It seems cliched to say Cambodia felt like it was in a period of transition – it is a country in a perpetual state of transition – but in the run-up to the 2003 election there was an optimism about the future after such a dismal past. The international press descended on the country, and it felt like real change was possible. When I look at Cambodia today, it is hard not to wonder what happened to all that optimism.
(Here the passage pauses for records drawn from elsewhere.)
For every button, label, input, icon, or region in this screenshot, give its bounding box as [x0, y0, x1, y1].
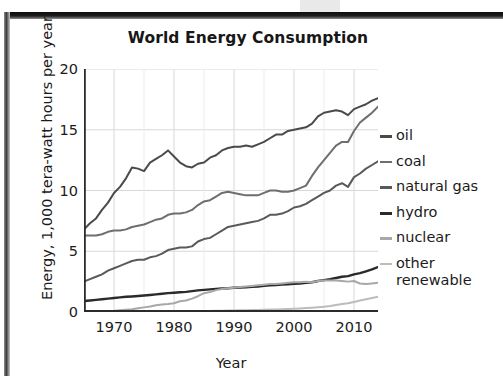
plot-area: 05101520 19701980199020002010 [84, 69, 378, 312]
legend-label: natural gas [396, 178, 478, 195]
x-tick-label: 1980 [156, 319, 193, 335]
legend-line-swatch-icon [380, 237, 392, 240]
legend-label: hydro [396, 204, 438, 221]
legend-label: coal [396, 153, 426, 170]
x-tick-label: 1970 [96, 319, 133, 335]
y-tick-label: 5 [69, 243, 78, 259]
scan-border-top [0, 12, 503, 19]
y-tick-label: 15 [60, 121, 78, 137]
legend-item-hydro[interactable]: hydro [380, 204, 503, 221]
legend-line-swatch-icon [380, 135, 392, 138]
scan-notch [300, 0, 340, 12]
y-tick-label: 10 [60, 182, 78, 198]
legend-label: other renewable [396, 255, 470, 289]
page-margin-top [0, 0, 503, 12]
legend-line-swatch-icon [380, 263, 392, 266]
x-tick-label: 1990 [216, 319, 253, 335]
legend-item-other-renewable[interactable]: other renewable [380, 255, 503, 289]
legend-line-swatch-icon [380, 186, 392, 189]
legend-item-natural-gas[interactable]: natural gas [380, 178, 503, 195]
legend-line-swatch-icon [380, 161, 392, 164]
x-tick-label: 2010 [336, 319, 373, 335]
x-axis-label: Year [84, 355, 378, 371]
legend-line-swatch-icon [380, 212, 392, 215]
chart-title: World Energy Consumption [108, 29, 388, 47]
figure-area: World Energy Consumption Energy, 1,000 t… [10, 19, 503, 376]
x-tick-label: 2000 [276, 319, 313, 335]
legend-label: oil [396, 127, 413, 144]
legend-label: nuclear [396, 229, 450, 246]
line-chart-svg [84, 69, 378, 312]
series-line-natural-gas [84, 161, 378, 281]
chart-legend: oilcoalnatural gashydronuclearother rene… [380, 127, 503, 297]
legend-item-oil[interactable]: oil [380, 127, 503, 144]
y-tick-label: 0 [69, 304, 78, 320]
legend-item-nuclear[interactable]: nuclear [380, 229, 503, 246]
legend-item-coal[interactable]: coal [380, 153, 503, 170]
y-axis-label: Energy, 1,000 tera-watt hours per year [39, 50, 55, 300]
series-line-oil [84, 98, 378, 229]
scanned-page: World Energy Consumption Energy, 1,000 t… [0, 0, 503, 376]
y-tick-label: 20 [60, 61, 78, 77]
series-line-coal [84, 107, 378, 236]
series-line-hydro [84, 267, 378, 301]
A very small segment of the population has got wealthier and the buildings reach higher into the sky, but the same man remains in power and for most Cambodians, corruption and poverty are simply part and parcel of daily life.

As for myself, I remained an over-enthusiastic, unpaid intern the whole time I was at The Post, never graduating the ranks of paid staff – unless you count the meal vouchers Michael gave me once for a terrible Indian restaurant. But far more valuable was the opportunity Michael gave me to get my break in journalism, the guidance of Robert – still one of the best news editors I have ever worked with – and the shared passion of an amazing team. It was The Post at its best: bold, fearless, fiercely independent, and committed to giving young Khmer and

foreign journalists the best possible start to their career.

Charlotte McDonald-Gibson was a Post reporter from July 2002 to September 2003. She stayed in Asia for four years working for Agence-France Presse in Thailand, Pakistan and Afghanistan, and is now the TIME correspondent in Brussels. She recently published a book, Cast Away: Stories of Survival from Europe’s Refugee Crisis.